SUGAR HILL, Ga. — Family tells 11Alive a woman found unconscious and decomposing inside a Gwinnett County home March 15 is alert and communicating, but "not doing good."
A routine medical call to the house uncovered the situation so disturbing firefighters say they felt a "moral obligation" to call police. When officials responded to the house off Pine Tree Circle near Buford, they found the 54-year-old woman unconscious and bedridden, whose body was decomposing with maggots and roaches crawling all over her.
ORIGINAL STORY | Family arrested after bedridden woman found decomposing and crawling with maggots, cockroaches
The woman's husband Terry Sorrell and her son Christian, the woman's sole caretakers, were both arrested and charged with neglect.
11Alive's Faith Abubey went back to the home Tuesday evening, and spoke to neighbors, who described the situation as absolutely horrifying.
"That's just tragic," said neighbor Travis Shedd, who stumbled to find the words. "I don't even have the vocabulary for it."
Investigators had to wear breathing masks just to stomach walking into the house last Thursday, when they arrived on a medical call. Police said the apartment was uninhabitable, with garbage piled up almost to the ceiling and the entire place crawling with bugs.
Also there, was the 54-year-old woman, whom they had met about a month ago.
According to a police report, family and neighbors, the woman was obese and had been bedridden for more than a year. She was admitted to a long-term care facility about a month ago, but family said they couldn't afford to pay, so they brought her back home.
Medical crews left the tarp used to move larger patients with the family. But when they returned last Thursday, they found the woman still sitting on the tarp, now blackened with at least a month's worth of human feces and garbage. Firefighters said the woman's legs were rotting beneath her while roaches and maggots ate at her flesh.
Neighbors said they've only seen the woman a couple of times in the last four years. One neighbor named Jane told 11Alive moving the woman to clean her was a constant challenge.
"I know they couldn't do it by themselves because the neighbor and I went there together to help them," Jane said. "She needed special care and I don't know if it was their fault or not."
While Cpl. Wilbert Rundels acknowledged Terry and Christian were the woman's only caretakers, he said that didn't excuse what happened.
"We all have our different styles of living, styles of neatness or whatever, but they are free to come and go. She was immobile," Rundels said. "She needed someone to take care of her."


### ASSIGNMENT
The records that follow must be repeated exactly as they stand.

### DATA SUPPLIED

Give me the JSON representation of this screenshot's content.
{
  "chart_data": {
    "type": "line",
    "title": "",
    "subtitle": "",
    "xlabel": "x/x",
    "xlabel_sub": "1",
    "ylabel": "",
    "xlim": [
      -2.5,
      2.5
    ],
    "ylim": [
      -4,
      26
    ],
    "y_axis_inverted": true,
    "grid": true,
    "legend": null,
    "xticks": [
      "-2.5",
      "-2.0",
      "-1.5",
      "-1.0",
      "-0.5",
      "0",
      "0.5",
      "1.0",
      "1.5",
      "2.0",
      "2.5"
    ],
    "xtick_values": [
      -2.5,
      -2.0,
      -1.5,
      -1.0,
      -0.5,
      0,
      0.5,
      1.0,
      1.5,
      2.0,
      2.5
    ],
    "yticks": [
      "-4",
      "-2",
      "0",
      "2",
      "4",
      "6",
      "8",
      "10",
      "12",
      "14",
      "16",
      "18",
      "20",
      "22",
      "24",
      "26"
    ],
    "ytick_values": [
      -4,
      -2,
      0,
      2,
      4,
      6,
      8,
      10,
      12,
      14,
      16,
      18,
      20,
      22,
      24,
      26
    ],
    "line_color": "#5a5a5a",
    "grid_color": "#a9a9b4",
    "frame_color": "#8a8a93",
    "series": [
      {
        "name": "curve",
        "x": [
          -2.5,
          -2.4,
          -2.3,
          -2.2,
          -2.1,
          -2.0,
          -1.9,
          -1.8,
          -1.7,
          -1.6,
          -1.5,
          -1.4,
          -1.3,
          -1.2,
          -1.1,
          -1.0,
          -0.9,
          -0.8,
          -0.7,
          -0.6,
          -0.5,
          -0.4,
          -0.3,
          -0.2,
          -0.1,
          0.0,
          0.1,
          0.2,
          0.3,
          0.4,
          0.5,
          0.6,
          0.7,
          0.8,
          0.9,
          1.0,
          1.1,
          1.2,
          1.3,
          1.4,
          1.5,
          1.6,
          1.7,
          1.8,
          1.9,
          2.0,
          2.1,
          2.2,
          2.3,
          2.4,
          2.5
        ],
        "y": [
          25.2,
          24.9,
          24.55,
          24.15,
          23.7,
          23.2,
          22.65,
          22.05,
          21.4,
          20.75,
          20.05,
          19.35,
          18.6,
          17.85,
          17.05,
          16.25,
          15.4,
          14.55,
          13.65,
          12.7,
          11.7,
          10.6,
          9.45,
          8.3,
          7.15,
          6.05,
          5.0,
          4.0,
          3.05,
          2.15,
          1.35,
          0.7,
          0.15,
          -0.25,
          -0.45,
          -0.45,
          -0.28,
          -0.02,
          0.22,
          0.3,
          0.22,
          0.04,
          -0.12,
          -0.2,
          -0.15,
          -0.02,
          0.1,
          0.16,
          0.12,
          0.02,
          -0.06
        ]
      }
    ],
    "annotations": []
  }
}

### ANSWER SPACE
Give me the JSON representation of this screenshot's content.
{
  "chart_data": {
    "type": "line",
    "title": "",
    "subtitle": "",
    "xlabel": "x/x",
    "xlabel_sub": "1",
    "ylabel": "",
    "xlim": [
      -2.5,
      2.5
    ],
    "ylim": [
      -4,
      26
    ],
    "y_axis_inverted": true,
    "grid": true,
    "legend": null,
    "xticks": [
      "-2.5",
      "-2.0",
      "-1.5",
      "-1.0",
      "-0.5",
      "0",
      "0.5",
      "1.0",
      "1.5",
      "2.0",
      "2.5"
    ],
    "xtick_values": [
      -2.5,
      -2.0,
      -1.5,
      -1.0,
      -0.5,
      0,
      0.5,
      1.0,
      1.5,
      2.0,
      2.5
    ],
    "yticks": [
      "-4",
      "-2",
      "0",
      "2",
      "4",
      "6",
      "8",
      "10",
      "12",
      "14",
      "16",
      "18",
      "20",
      "22",
      "24",
      "26"
    ],
    "ytick_values": [
      -4,
      -2,
      0,
      2,
      4,
      6,
      8,
      10,
      12,
      14,
      16,
      18,
      20,
      22,
      24,
      26
    ],
    "line_color": "#5a5a5a",
    "grid_color": "#a9a9b4",
    "frame_color": "#8a8a93",
    "series": [
      {
        "name": "curve",
        "x": [
          -2.5,
          -2.4,
          -2.3,
          -2.2,
          -2.1,
          -2.0,
          -1.9,
          -1.8,
          -1.7,
          -1.6,
          -1.5,
          -1.4,
          -1.3,
          -1.2,
          -1.1,
          -1.0,
          -0.9,
          -0.8,
          -0.7,
          -0.6,
          -0.5,
          -0.4,
          -0.3,
          -0.2,
          -0.1,
          0.0,
          0.1,
          0.2,
          0.3,
          0.4,
          0.5,
          0.6,
          0.7,
          0.8,
          0.9,
          1.0,
          1.1,
          1.2,
          1.3,
          1.4,
          1.5,
          1.6,
          1.7,
          1.8,
          1.9,
          2.0,
          2.1,
          2.2,
          2.3,
          2.4,
          2.5
        ],
        "y": [
          25.2,
          24.9,
          24.55,
          24.15,
          23.7,
          23.2,
          22.65,
          22.05,
          21.4,
          20.75,
          20.05,
          19.35,
          18.6,
          17.85,
          17.05,
          16.25,
          15.4,
          14.55,
          13.65,
          12.7,
          11.7,
          10.6,
          9.45,
          8.3,
          7.15,
          6.05,
          5.0,
          4.0,
          3.05,
          2.15,
          1.35,
          0.7,
          0.15,
          -0.25,
          -0.45,
          -0.45,
          -0.28,
          -0.02,
          0.22,
          0.3,
          0.22,
          0.04,
          -0.12,
          -0.2,
          -0.15,
          -0.02,
          0.1,
          0.16,
          0.12,
          0.02,
          -0.06
        ]
      }
    ],
    "annotations": []
  }
}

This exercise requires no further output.